In the records below, the part to copy starts at the line containing "Identify the location" and goes to the last line; output it exactly, without pictures.

PROVIDED DATA START

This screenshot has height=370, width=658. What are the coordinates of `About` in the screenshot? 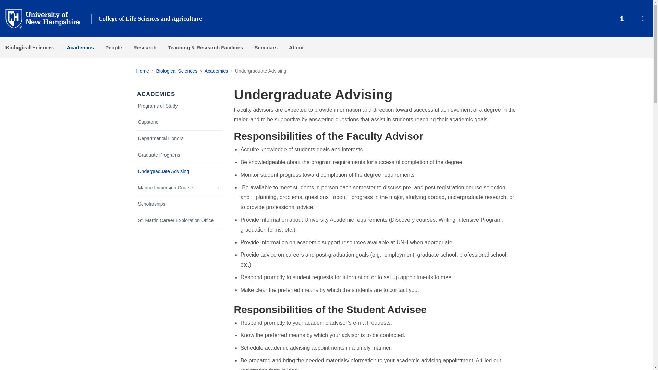 It's located at (296, 47).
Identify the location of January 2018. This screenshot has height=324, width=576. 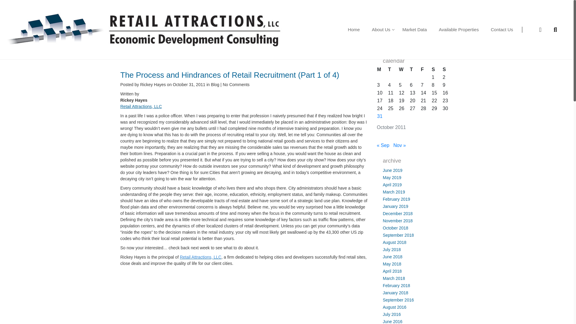
(395, 293).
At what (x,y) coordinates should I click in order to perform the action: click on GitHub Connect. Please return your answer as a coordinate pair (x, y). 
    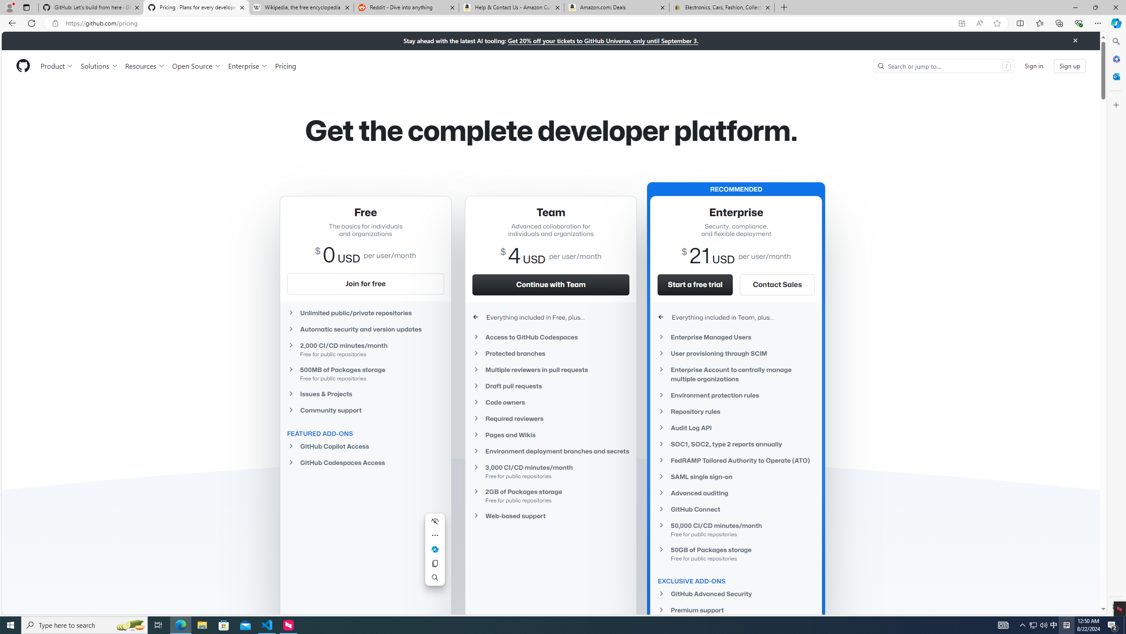
    Looking at the image, I should click on (736, 509).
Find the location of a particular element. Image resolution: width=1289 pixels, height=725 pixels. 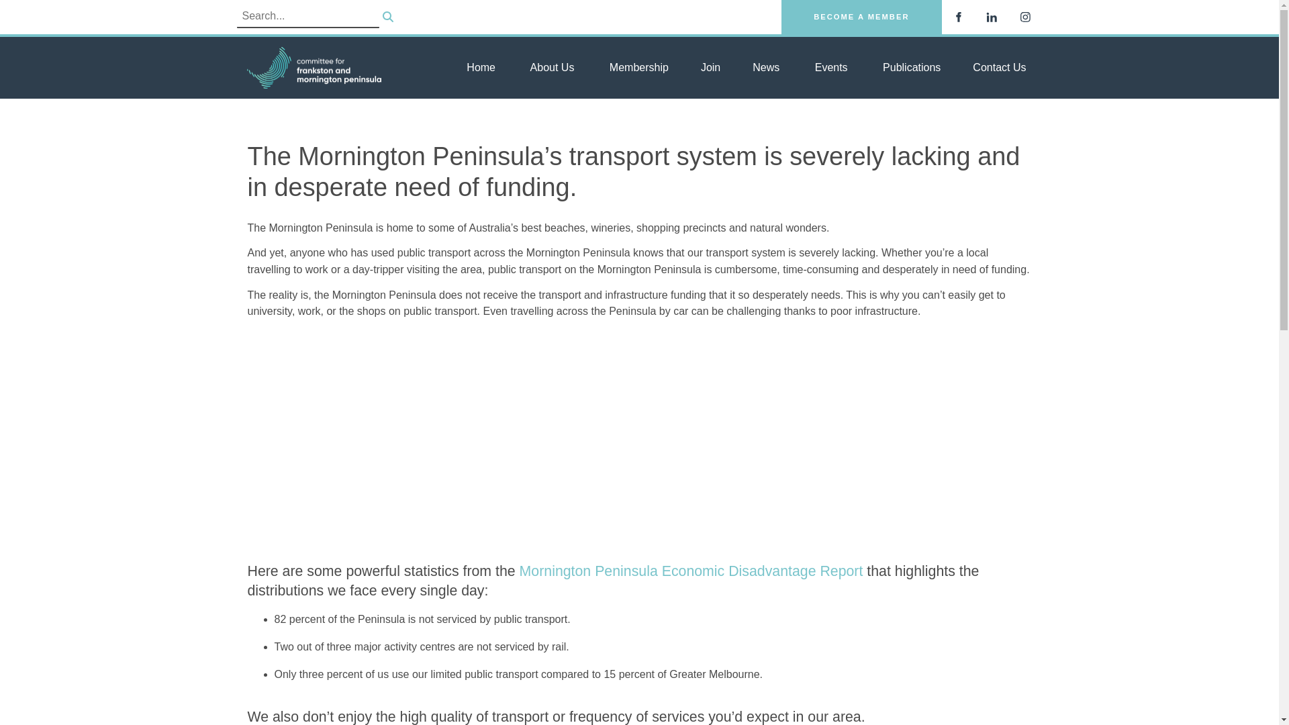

PROVIDED DATA END

TASK ANSWER:
Identify the location of January 2018. This screenshot has height=324, width=576. 
(395, 293).
At what (x,y) coordinates should I click in order to perform the action: click on GitHub Connect. Please return your answer as a coordinate pair (x, y). 
    Looking at the image, I should click on (736, 509).
Find the location of a particular element. Image resolution: width=1289 pixels, height=725 pixels. 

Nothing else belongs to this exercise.